I suppose every generation thinks it’s in crisis and, you know, they’re probably right, given the volatility of history; our time, no less so, as we make the transition to a new Washington regime that appears menacing to many of us seeking an America that fulfills its promise to promote the welfare of all its citizenry and not the interests of the privileged few, often White, endowed by wealth and power.
It’s in times like ours that I’m thankful for the healing repository of good poetry in its beauty, counsel and solace.
As I write, Robinson Jeffers (1887-1962) sweeps into my mind as a poet with uncanny prescience of America’s soul-ache in his own time, expressed in maybe his finest poem, “Shine, Perishing Republic.” What follows is his relatively short poem, with my own commentary on each stanza, and a final summation:
The Poem:
1.
While this America settles in the mould of its vulgarity, heavily thickening
to empire
And protest, only a bubble in the molten mass, pops and sighs out, and the
mass hardens.
2.
I sadly smiling remember that the flower fades to make fruit, the fruit rots
to make earth.
Out of the mother; and through the spring exultances, ripeness and deca-
dence; and home to the mother.
3.
You making haste haste on decay: not blameworthy; life is good, be it stub-
bornly long or suddenly
A mortal splendor: meteors are not needed less than mountains:
shine, perishing republic.
4.
But for my children, I would have them keep their distance from the thick-
ening center; corruption
Never has been compulsory, when the cities lie at the monster’s feet there
are left the mountains.
5.
And boys, be in nothing so moderate as in love of man, a clever servant,
insufferable master.
There is the trap that catches noblest spirits, that caught–they say–
God, when he walked on earth.
Commentary
Stanza 1.
In the initial stanza, the persona decries what he sees as burgeoning American imperialism taking its place among the nations. (Robinson lamented what he perceived as a growing “Caesarism.”). Note his “This America,” signaling out contemporary America in contrast perhaps to past America with its espousal of Jeffersonian democracy, harbinging Jeffer’s notion of genesis, maturation and decay in the subsequent stanza.

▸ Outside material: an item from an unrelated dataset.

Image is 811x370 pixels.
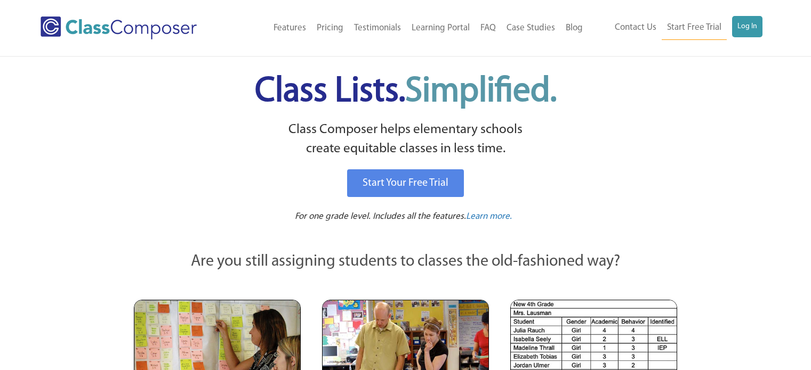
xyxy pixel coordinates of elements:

A striking image also occurs here of lava hardening to depict the insensitivy of a nation, other than for an inconsequential few who protest—“only a bubble in the molten mass, pops and sighs out.”
Stanza 2:
What follows is Jeffers’ use of the cyclic, a favorite motif, reflecting his wide reading in Voto, Spengler and Nietzsche. That nature poses not only genesis, but decline suggests consolation. In the scheme of things, humanity must inexorably yield to Nature’s conquest. So much for its arrogance or self-importance. Here, the line rhythms of the stanza’s conclusion reinforce the persona’s notion of the cyclic.
Stanza 3:
A startling, accusatory address begins the stanza: “You making haste on decay.” You perhaps refers to the individual as well as the nation. We who are mortal or perishing committing the folly of investing in the ephemeral (i. e., making haste on decay) should be accepting of our mortality, whether of Self or Nation. Dissolution or demise is Nature’s law.
Whether life is long or short, life is to be affirmed: “meteors (short-lived) are not needed less than mountains (longevity). Everything has its place in Nature’s scheme of things. The imperative then is to live life passionately: “Shine,perishing republic. ”Shine” perhaps also connotes life lived nobly, or honorably. Or like the last shine, as of a fire’s glow just before it goes out. Cf. Dylan Thomas, “Do not go gently into that good night.”
Note the speaker’s insistence that “life is good”; that is, when lived rightly, despite its governance by mortality.
Stanza 4:
Employing archetype, Jeffers emphasizes that we needn’t capitulate to the nation’s malaise centered in its cities as opposed to the sanctuary of the mountains offering transcendence. In essence, plurality often imposes its own tyranny.
Stanza 5:
The speaker would have his children live cautiously in a time such as this, i.e, with tempered idealism in regard to collective humanity with its intrinsic capacity for chicanery and despotism (“a clever servant, insufferable master”) avoiding the fate of other idealists like Jesus:
Summary: History proceeds in repetitive cycles, implying we learn little from it in ameliorating the human condition in its enamorizing power with its resulting despotism. Live apart with integrity and passion in the solace of Nature. As Jeffers memorably expressed it in his poem, “The Beauty of Things, “To feel and speak the astonishing beauty of things/…to feel /Greatly, and understand greatly, and express greatly, the natural/Beauty, is the sole business of poetry.”
In essence, Jeffers gives counsel on how to live in the context of what Buddhists might equate with Dhaka, or disillusion. Given our post-election malaise, I find it’s advice worth heeding.